It’s in the jeans

I love jeans. I remember taking the bus down to downtown Helsinki with one of my best friends – a.k.a. The Coolest Guy in the Class – to go to that Mic Mac store to get our first Levi’s 501s.

Only, they didn’t have them in my size, so I had to buy another kind. No idea what the type was, but I do know that the label on the butt was not red, but orange. And if you had asked me in school the day after, it was a flaming orange label that could be seen blocks away.

It was supposed to be red.

I’ve worn jeans ever since. I wore jeans to the school, to my parents’ parties, to my grandparents’ birthday parties, to hockey practice, to my confirmation (although, they were white and feels like an entry of its own), all through high school to the university, through different hockey teams, to job interviews, to Sweden, to meetings, brainstorming sessions, to bars, back to Finland, to the maternity hospital, to pushing a baby stroller, to the kindergarten, to the skating rink, to hockey rinks, to press conferences, to the kitchen in this apartment where I write this, wearing jeans.

I’ve had all kinds of jeans. I’ve had Levi’s, MicMacs, Wranglers, Lees, and right now, Lucky Brand Jeans that I bought at the Burlington Mall in Massachusetts in December. I’ve also had dozens and dozens of no-name jeans or brands that not many people know. The coolest brand when I was a kid and my grandmother had a clothes store of her own, was called James. I can still say that “Ok, I’ll just wear the jameses”.

My all-time favorite pair is currently stored away in a box in my home office, for the apparent reason that I can’t – for the moment – fit in them. But as Marty McFly says in the beginning of Back to the Future, looking at a fine black pickup truck: “Someday, Jennifer, someday”. They’re pale blue Levi’s that my grandmother basically re-made with a big, red, “R” patch over the right knee, and another arrow-shaped red patch on the right thigh, and thousands of supporting stiches all over them.

Like so:

RRRR!

Jeans have come a long way, and basically, everybody wears jeans everywhere, at least in Sweden. Last night, we were at a school information event, and the principal took the stage wearing dark blue jeans, and a sports jacket. Didn’t seem weird, or unserious. (His fake smile, though, is another story).

Everybody in the audience – including myself and my wife – was wearing jeans.

No item of clothing is more American than the blue jeans invented in 1873 by Jacob Davis and Levi Strauss. These two visionary immigrants, turned denim, thread and a little metal into the most popular clothing product in the world. Waist overalls, was the traditional name for work pants, which is what these first jeans were called. The word jeans became more popular around 1960 when the baby-boom generation adopted the term for its favorite type of pants, blue jeans.

I guess jeans have just made a round trip to being the working man’s – and woman’s – pants.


What you have to do: Only the lines from the line containing "bbox person" to the end of the entries, both included, belong in your answer, and each must match exactly.

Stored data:
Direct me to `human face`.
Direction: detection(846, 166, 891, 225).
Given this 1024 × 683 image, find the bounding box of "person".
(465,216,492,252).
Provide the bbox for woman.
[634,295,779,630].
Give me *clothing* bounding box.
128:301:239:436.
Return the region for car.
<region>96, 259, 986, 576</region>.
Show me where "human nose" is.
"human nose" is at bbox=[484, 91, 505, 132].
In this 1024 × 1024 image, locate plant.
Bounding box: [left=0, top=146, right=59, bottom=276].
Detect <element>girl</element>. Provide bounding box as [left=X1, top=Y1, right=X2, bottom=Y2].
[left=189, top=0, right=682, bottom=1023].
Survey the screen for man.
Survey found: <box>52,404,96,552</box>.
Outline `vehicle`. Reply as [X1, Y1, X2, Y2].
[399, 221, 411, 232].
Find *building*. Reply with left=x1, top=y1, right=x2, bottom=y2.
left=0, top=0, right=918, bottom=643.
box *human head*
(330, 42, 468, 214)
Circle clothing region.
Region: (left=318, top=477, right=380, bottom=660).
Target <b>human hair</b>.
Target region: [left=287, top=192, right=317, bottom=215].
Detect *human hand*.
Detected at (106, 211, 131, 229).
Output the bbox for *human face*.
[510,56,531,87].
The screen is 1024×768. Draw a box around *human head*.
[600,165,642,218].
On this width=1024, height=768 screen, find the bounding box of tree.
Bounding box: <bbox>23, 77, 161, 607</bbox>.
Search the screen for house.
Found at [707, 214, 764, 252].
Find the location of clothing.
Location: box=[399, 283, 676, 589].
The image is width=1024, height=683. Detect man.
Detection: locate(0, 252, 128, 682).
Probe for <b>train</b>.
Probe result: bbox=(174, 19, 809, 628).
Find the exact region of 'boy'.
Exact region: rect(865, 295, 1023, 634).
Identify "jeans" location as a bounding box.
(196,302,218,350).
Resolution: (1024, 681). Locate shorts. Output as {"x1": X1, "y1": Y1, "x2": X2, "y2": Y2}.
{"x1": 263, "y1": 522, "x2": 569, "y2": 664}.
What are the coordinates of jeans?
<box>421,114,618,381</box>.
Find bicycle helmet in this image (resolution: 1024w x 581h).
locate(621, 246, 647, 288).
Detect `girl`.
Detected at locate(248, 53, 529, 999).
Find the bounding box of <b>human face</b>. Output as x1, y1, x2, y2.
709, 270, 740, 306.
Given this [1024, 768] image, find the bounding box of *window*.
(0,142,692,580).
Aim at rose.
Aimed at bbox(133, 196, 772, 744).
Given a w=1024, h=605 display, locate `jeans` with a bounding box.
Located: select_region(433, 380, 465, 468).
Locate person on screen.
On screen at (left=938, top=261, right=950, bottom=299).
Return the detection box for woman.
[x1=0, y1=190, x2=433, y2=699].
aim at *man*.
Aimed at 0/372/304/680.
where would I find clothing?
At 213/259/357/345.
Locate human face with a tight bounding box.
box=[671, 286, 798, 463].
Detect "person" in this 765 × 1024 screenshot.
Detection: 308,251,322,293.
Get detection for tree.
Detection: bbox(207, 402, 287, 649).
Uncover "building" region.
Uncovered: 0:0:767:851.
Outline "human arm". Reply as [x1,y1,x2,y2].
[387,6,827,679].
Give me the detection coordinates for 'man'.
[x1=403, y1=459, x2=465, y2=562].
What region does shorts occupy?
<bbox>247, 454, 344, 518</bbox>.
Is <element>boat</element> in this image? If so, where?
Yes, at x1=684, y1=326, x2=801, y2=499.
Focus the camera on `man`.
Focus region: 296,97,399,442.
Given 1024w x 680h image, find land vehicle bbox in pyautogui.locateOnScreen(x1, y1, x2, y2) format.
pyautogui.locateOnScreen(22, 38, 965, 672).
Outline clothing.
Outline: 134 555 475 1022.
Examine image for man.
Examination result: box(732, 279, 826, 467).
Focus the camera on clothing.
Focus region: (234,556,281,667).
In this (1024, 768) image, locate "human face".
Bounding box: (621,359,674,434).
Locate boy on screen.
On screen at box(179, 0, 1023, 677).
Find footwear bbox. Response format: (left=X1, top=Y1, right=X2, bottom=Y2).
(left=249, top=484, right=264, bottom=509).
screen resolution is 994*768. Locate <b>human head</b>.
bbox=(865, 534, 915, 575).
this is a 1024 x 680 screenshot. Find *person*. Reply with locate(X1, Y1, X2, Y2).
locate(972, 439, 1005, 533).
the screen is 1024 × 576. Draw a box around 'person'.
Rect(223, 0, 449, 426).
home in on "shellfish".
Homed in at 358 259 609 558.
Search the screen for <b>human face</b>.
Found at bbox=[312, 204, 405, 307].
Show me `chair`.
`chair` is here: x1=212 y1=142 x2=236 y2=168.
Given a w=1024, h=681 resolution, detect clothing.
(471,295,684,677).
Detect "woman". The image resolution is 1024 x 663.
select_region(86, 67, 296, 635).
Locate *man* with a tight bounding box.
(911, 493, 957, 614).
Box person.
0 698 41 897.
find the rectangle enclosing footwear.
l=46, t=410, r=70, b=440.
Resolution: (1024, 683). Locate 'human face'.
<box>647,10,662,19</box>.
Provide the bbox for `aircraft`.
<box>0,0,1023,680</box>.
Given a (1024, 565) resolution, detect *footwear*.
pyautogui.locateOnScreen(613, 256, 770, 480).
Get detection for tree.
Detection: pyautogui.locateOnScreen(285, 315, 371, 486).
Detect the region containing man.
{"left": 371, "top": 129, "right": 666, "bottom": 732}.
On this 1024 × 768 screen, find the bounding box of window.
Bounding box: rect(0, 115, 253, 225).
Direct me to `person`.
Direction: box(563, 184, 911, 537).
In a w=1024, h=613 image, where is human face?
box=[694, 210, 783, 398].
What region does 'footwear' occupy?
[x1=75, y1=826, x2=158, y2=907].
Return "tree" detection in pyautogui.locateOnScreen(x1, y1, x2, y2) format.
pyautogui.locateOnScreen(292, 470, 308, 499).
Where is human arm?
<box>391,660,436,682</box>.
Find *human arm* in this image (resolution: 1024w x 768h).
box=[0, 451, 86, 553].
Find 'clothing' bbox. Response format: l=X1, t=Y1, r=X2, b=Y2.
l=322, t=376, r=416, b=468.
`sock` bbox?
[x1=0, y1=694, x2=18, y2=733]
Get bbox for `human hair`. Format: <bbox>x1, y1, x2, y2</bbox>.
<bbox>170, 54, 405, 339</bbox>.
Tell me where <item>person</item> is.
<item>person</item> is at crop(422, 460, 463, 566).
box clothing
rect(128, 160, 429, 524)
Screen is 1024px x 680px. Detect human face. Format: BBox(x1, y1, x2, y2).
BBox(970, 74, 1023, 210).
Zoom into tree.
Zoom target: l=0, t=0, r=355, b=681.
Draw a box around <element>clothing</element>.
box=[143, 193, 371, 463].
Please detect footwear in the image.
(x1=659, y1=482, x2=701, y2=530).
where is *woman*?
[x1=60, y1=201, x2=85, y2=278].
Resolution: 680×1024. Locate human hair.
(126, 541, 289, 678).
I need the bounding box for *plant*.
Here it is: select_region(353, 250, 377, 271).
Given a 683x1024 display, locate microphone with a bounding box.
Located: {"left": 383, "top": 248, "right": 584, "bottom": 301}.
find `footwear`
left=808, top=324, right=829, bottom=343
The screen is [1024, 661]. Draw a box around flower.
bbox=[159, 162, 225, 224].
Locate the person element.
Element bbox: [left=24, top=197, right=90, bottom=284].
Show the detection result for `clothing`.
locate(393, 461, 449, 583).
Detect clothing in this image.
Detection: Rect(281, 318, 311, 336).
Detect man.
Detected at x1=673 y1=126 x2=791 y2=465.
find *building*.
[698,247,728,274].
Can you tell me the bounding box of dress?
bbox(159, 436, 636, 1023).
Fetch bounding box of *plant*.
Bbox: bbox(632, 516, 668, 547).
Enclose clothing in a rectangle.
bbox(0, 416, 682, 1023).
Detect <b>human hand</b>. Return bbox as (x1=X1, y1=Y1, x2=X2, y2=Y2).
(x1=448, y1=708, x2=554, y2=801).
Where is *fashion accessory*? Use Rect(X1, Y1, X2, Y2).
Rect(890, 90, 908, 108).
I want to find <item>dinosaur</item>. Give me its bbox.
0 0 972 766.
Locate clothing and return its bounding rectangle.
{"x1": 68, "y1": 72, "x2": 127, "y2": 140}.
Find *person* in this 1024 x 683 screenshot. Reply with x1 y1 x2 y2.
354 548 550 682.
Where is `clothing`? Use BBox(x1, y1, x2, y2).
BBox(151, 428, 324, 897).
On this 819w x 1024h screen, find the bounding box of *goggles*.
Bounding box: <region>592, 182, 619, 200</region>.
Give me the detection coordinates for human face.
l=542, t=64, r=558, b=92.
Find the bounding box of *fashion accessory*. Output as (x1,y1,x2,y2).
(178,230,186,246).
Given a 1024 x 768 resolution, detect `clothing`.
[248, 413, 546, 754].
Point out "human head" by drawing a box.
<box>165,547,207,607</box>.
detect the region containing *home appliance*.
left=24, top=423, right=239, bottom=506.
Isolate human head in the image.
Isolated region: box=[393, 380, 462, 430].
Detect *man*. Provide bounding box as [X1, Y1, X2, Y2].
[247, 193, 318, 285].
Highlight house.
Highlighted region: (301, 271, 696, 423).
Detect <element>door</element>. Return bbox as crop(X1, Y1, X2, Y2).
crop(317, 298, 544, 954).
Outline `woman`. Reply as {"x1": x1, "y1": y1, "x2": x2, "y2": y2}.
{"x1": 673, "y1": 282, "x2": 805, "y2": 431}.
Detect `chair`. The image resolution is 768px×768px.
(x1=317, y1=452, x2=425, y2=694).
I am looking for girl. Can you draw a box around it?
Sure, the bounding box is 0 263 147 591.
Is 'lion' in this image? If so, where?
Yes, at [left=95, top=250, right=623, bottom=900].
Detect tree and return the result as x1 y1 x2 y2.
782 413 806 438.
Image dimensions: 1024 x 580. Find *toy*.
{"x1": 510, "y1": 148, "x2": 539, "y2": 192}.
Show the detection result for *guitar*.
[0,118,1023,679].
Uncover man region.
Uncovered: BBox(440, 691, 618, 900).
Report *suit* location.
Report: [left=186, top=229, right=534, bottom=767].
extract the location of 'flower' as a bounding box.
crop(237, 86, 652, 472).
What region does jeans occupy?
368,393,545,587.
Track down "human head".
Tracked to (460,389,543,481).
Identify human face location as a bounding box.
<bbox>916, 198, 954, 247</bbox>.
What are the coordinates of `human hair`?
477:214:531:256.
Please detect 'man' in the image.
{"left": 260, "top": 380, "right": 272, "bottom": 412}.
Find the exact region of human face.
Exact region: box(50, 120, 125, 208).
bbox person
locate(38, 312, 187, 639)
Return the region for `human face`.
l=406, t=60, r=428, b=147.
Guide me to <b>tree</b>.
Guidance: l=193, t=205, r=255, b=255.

Answer space:
bbox person
locate(38, 312, 187, 639)
Return the region for `human face`.
l=406, t=60, r=428, b=147.
Guide me to <b>tree</b>.
Guidance: l=193, t=205, r=255, b=255.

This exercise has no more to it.